Malware herders are speeding up, the first wave is already here for MS06-40.
It’s basically a variant of some old malware suited to the new vulnerability. Same old story then, same packer, technique, new exploit.
Same as the days of autorooters.
It’s basically the Mocbot trojan that was used in the Zotob worm attack in August 2005.
The first wave of malicious attacks against the MS06-040 vulnerability is underway, using malware that hijacks unpatched Windows machines for use in IRC-controlled botnets.
The attacks, which started late Aug. 12, use a variant of a backdoor Trojan that installs itself on a system, modifies security settings, connects to a remote IRC (Internet Relay Chat) server and starts listening for commands from a remote hacker, according to early warnings from anti-virus vendors.
I hope the AV first are on top of things, people are patching their machines in a timely fashion (especially in corporate environments – come on people, get SUS!) and awareness is going up.
“Amazingly, this new variant of Mocbot still uses the same IRC server hostnames as a command-and-control mechanism after all these months. This may be partially due to the low-profile it has held, but also may be due to the fact that the hostnames and IP addresses associated with the command-and-control servers are almost all located in China,” LURHQ said in an advisory.
Historically, Chinese ISPs and government entities have been less than cooperative in taking action against malware hosted and controlled from within their networks, the company said.
On Aug. 13, a second variant of the Trojan was detected, confirming fears that botnet herders are already playing cat-and-mouse with anti-virus vendors.
Quite surprising in a way, but also not really as it’s China and they are notoriously un co-operative.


- [Task to complete]:
Reply with only a number, the count of lines in the listing that include the word "ffffff".

··········

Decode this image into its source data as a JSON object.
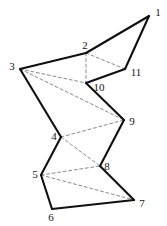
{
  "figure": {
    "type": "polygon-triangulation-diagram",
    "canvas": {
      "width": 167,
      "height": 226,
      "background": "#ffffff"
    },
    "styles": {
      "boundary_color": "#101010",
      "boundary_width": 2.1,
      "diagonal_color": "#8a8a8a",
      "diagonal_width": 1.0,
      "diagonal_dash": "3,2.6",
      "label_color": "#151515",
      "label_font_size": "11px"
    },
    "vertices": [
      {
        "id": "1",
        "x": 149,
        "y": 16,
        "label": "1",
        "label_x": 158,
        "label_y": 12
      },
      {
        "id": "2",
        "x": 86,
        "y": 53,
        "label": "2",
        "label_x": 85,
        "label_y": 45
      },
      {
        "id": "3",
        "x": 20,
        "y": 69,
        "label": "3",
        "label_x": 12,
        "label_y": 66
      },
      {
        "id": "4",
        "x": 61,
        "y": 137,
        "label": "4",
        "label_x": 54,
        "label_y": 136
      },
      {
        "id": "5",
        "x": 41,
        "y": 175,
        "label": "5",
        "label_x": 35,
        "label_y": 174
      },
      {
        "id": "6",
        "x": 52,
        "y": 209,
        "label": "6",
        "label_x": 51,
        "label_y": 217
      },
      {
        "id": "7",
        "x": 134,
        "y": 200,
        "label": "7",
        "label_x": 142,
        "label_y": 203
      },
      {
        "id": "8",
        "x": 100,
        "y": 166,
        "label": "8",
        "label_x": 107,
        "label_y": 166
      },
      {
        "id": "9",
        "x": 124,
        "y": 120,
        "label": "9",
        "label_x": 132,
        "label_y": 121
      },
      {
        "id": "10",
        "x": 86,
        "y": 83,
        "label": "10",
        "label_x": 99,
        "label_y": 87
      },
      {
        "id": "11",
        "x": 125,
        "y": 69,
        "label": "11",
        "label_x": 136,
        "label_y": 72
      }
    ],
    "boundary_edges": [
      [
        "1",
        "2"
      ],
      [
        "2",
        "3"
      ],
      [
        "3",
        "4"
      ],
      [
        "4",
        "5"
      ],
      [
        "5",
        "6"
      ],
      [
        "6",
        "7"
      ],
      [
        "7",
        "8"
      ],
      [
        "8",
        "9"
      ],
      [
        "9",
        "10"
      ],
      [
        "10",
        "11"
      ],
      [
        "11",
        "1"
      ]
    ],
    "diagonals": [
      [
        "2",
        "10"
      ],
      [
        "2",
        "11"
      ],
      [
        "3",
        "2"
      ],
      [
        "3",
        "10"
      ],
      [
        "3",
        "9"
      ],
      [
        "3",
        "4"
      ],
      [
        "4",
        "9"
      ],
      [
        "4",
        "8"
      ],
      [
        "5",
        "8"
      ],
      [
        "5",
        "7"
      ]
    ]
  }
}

··········

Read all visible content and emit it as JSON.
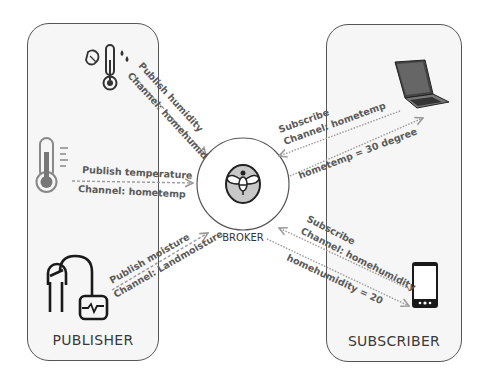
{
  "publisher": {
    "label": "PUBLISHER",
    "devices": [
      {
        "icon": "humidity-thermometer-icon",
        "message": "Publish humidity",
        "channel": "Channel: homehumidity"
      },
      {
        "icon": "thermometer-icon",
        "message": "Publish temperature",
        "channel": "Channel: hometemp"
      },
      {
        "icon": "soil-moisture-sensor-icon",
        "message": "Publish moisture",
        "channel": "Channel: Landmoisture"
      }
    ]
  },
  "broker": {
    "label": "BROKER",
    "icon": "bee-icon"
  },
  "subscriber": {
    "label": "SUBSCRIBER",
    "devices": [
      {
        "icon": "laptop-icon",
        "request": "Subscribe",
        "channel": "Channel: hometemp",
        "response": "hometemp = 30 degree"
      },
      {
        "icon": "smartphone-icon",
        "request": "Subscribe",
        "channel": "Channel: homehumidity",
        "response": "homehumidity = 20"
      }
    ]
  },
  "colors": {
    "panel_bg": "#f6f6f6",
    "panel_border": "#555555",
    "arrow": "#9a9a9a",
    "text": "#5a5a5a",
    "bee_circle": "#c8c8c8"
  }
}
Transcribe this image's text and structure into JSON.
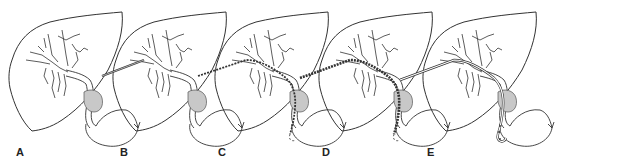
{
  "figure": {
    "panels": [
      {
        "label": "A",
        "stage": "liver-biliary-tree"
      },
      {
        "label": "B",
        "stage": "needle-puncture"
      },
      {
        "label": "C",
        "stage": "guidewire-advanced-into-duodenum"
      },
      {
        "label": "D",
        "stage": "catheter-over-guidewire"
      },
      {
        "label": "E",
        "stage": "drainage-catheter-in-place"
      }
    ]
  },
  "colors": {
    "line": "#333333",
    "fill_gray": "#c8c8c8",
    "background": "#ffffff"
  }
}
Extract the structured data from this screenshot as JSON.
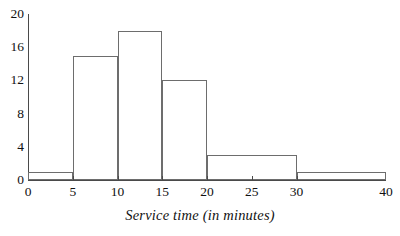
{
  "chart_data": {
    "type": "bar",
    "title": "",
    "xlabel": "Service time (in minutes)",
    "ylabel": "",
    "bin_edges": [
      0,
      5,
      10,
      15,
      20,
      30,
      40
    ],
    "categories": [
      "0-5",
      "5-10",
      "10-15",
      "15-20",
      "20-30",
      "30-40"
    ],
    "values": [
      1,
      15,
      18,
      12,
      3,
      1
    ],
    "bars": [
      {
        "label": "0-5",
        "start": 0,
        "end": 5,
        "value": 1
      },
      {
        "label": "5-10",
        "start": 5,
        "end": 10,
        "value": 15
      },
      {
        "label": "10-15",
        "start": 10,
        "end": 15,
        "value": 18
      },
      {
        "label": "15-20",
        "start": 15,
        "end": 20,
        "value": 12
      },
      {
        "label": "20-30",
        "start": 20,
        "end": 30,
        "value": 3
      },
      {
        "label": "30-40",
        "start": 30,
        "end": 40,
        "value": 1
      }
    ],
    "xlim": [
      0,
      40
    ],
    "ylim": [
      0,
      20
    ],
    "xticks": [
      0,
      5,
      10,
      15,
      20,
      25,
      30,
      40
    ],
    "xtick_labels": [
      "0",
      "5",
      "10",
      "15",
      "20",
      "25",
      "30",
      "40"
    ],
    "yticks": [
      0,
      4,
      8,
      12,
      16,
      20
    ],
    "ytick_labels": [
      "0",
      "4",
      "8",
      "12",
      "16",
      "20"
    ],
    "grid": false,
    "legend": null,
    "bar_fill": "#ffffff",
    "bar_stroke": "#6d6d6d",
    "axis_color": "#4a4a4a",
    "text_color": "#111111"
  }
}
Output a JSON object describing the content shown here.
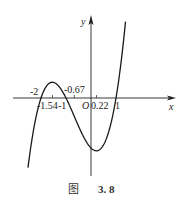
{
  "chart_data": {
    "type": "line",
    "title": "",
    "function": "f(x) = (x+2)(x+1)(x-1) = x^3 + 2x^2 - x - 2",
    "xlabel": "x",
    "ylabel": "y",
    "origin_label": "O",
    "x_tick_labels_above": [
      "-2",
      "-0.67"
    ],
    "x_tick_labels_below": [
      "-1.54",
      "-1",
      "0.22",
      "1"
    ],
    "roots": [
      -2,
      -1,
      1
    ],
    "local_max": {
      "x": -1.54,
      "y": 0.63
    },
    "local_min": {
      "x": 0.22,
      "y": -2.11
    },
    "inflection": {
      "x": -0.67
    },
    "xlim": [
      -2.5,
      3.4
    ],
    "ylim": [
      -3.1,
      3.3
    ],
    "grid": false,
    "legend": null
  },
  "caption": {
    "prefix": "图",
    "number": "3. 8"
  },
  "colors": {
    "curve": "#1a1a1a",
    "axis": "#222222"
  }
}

··········

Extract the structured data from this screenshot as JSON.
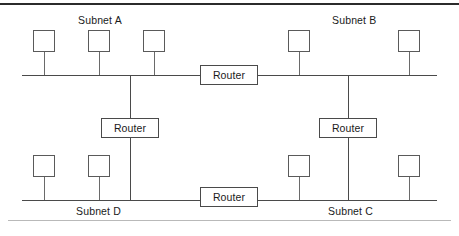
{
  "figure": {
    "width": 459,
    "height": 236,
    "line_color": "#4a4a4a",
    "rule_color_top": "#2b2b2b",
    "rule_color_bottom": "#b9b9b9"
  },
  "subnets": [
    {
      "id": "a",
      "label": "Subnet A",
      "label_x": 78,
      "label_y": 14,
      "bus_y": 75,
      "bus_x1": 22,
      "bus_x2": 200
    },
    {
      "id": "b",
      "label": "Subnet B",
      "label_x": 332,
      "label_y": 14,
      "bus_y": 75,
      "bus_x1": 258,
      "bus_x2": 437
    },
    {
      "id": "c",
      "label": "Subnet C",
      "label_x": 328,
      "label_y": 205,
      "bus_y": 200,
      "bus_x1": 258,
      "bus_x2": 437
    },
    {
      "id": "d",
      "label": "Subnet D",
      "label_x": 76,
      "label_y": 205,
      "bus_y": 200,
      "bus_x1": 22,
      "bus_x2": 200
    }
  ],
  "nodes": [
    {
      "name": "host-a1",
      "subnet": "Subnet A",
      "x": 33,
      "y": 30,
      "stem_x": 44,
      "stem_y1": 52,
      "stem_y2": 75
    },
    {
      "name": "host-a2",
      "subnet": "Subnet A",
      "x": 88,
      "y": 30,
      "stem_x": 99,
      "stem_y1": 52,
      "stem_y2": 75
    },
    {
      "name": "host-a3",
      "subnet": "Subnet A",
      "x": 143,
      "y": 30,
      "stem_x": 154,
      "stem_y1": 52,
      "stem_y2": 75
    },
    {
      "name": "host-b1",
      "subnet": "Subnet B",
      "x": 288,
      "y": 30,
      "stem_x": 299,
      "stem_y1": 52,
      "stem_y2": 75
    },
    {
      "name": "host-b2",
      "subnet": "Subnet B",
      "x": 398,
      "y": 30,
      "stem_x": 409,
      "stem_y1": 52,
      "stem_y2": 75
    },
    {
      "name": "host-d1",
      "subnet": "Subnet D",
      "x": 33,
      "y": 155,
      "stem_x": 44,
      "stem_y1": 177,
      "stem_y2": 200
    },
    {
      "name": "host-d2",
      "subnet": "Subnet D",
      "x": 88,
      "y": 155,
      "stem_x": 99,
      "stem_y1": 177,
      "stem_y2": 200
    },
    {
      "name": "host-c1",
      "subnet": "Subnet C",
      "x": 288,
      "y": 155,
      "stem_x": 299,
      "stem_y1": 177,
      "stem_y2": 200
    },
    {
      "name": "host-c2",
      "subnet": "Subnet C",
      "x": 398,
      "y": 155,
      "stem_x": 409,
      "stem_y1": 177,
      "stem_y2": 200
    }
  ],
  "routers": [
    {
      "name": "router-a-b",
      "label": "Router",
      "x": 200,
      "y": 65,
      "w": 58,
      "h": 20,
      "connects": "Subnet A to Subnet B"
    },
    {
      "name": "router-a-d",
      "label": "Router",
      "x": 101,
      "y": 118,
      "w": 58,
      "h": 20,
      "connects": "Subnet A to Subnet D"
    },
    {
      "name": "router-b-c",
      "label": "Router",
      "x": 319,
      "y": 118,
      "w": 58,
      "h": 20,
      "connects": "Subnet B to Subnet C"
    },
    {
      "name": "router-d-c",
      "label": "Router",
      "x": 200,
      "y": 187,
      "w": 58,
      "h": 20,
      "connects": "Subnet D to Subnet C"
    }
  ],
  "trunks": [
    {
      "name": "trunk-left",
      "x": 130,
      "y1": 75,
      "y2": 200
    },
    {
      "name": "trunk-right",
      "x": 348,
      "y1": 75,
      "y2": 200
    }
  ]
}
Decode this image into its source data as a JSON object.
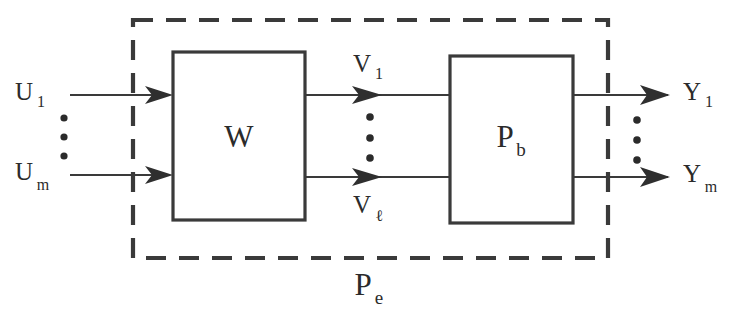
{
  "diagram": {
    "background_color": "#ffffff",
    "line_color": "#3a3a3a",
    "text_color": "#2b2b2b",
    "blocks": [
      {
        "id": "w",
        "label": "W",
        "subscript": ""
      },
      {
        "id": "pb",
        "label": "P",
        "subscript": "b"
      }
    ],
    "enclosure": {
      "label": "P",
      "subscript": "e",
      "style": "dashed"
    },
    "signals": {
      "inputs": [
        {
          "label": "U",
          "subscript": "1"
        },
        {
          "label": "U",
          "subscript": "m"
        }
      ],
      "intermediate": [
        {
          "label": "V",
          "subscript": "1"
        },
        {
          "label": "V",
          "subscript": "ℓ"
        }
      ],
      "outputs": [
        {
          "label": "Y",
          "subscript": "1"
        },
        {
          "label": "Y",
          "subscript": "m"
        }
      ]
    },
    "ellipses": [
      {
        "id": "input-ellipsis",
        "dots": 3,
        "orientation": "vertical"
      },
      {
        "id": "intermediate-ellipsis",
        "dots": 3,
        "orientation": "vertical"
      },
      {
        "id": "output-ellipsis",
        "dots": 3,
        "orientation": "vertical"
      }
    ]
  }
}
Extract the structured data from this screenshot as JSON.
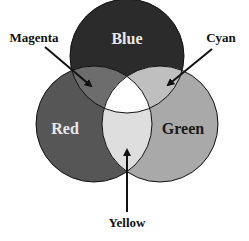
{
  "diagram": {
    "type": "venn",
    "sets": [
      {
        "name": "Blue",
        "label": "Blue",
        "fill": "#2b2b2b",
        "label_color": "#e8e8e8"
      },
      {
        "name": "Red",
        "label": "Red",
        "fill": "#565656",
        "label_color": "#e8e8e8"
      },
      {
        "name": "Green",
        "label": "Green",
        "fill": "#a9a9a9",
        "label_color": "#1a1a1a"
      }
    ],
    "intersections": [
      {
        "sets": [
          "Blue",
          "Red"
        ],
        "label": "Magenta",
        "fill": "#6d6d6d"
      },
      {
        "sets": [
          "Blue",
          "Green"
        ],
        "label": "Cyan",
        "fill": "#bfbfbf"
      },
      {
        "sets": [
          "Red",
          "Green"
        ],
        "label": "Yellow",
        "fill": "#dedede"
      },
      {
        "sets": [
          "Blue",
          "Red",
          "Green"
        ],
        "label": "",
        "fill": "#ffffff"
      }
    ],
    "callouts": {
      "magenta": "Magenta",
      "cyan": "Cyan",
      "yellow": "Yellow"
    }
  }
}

··········

- [Written solution]:
5